== Exercise description ==
From the data below, copy each line that includes the word "Follow".

[Extracted entries]

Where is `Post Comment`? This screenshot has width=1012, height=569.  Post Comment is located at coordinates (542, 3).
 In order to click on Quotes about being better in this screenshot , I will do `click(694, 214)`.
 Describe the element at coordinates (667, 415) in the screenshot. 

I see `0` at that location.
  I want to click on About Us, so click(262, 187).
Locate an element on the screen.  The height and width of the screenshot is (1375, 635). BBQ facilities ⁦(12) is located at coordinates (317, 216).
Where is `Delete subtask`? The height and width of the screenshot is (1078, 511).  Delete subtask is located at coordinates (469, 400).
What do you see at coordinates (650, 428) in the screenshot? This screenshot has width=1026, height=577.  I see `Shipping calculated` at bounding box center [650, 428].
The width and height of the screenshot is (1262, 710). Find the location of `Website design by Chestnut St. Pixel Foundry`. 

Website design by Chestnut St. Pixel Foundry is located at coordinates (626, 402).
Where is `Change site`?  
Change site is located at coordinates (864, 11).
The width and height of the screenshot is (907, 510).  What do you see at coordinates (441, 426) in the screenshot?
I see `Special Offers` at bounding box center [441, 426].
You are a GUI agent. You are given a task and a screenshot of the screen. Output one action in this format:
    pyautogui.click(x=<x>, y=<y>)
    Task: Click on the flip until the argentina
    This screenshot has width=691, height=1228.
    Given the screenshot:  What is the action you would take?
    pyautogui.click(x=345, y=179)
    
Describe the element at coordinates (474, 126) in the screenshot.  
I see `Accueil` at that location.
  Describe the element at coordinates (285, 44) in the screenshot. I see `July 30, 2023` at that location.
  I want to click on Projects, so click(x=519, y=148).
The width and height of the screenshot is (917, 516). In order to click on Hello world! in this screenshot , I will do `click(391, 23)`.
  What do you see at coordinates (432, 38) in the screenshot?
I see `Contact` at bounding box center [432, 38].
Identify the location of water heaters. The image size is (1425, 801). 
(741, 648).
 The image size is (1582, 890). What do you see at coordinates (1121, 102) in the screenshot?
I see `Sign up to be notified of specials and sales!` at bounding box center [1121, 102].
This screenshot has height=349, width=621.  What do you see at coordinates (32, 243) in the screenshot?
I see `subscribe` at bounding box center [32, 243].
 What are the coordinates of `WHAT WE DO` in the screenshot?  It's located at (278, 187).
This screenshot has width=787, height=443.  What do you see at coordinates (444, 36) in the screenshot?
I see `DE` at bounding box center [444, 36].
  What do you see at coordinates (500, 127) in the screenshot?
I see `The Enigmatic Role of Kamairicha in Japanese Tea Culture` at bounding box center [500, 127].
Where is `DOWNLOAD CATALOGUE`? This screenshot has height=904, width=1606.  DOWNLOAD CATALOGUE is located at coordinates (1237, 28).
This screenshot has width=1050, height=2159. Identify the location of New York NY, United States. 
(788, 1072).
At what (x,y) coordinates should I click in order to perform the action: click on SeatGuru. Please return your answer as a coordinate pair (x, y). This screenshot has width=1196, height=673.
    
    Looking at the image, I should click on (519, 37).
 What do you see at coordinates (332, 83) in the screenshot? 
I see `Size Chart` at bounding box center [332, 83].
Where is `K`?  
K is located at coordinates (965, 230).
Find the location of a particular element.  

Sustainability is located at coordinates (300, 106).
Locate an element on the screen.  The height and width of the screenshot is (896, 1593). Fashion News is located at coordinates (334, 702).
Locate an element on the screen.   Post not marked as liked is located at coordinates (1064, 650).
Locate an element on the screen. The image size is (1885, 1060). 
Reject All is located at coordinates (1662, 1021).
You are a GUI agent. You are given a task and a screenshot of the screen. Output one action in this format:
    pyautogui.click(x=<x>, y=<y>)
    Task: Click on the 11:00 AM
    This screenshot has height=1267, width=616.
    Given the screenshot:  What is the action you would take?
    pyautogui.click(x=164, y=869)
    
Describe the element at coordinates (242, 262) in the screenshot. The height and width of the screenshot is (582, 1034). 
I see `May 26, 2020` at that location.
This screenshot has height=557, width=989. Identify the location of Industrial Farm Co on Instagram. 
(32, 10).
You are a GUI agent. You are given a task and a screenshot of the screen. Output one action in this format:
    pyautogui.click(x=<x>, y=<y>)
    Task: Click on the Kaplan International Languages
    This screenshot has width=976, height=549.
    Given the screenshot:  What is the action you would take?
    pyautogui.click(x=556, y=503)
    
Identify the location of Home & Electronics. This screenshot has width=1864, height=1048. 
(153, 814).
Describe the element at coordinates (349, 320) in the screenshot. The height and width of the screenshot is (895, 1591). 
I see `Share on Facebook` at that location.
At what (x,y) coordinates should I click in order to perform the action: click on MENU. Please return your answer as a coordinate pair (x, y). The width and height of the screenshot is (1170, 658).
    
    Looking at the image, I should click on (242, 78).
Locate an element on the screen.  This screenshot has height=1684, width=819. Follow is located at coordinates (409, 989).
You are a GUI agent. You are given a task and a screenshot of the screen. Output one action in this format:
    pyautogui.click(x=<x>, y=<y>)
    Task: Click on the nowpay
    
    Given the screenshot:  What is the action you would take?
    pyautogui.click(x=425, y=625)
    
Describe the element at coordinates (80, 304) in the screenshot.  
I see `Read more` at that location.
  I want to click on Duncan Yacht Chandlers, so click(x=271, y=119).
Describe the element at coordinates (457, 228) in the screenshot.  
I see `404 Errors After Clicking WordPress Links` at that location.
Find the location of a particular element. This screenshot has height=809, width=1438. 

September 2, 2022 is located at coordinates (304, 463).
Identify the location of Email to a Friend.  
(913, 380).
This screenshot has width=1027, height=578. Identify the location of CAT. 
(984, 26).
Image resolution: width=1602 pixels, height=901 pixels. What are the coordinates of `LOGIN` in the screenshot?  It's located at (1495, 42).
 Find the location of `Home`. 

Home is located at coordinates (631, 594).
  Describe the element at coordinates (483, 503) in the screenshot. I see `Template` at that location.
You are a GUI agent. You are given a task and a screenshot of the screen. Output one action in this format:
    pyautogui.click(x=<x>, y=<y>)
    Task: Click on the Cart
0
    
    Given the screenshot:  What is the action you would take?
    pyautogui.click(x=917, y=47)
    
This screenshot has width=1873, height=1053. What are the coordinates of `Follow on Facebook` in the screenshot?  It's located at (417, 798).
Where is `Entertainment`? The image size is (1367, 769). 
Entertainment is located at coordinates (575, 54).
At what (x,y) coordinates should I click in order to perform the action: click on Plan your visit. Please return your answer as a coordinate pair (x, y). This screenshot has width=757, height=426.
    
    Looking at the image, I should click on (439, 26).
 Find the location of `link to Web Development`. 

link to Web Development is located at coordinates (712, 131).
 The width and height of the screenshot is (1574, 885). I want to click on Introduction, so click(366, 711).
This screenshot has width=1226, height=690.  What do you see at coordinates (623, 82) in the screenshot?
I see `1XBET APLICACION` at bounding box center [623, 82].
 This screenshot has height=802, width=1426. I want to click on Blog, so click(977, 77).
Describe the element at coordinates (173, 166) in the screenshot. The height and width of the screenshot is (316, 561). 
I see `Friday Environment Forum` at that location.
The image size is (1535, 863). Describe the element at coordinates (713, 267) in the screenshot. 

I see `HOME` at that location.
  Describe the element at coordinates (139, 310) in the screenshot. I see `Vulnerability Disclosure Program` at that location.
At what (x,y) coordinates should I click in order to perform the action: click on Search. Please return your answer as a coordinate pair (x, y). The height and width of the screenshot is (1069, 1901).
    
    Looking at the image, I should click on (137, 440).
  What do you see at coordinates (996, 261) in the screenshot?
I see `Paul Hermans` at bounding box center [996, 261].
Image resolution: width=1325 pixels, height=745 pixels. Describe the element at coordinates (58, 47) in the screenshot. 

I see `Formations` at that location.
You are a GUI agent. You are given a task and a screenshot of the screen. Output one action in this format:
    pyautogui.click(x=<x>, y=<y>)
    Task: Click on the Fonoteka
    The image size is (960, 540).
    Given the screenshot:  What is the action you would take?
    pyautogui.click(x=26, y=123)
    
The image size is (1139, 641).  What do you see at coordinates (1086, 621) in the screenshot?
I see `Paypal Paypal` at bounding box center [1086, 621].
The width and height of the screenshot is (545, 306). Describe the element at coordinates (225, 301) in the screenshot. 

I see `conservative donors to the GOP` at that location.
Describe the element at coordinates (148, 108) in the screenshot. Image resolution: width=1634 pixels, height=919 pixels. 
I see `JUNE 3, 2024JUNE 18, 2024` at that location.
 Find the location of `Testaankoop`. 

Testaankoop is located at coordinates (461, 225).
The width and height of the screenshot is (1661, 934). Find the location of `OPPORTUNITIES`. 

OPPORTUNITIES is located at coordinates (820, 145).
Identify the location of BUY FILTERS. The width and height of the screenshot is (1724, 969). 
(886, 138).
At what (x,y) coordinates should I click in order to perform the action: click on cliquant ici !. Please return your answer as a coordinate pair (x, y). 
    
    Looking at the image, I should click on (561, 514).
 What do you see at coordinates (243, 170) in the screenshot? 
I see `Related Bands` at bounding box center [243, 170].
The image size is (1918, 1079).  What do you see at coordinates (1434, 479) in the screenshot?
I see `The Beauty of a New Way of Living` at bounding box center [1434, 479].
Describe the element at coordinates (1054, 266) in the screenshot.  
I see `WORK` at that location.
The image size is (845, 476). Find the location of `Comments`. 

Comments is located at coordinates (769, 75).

[/Extracted entries]

== Written solution ==
Locate an element on the screen.  This screenshot has height=1684, width=819. Follow is located at coordinates (409, 989).
This screenshot has width=1873, height=1053. What are the coordinates of `Follow on Facebook` in the screenshot?  It's located at (417, 798).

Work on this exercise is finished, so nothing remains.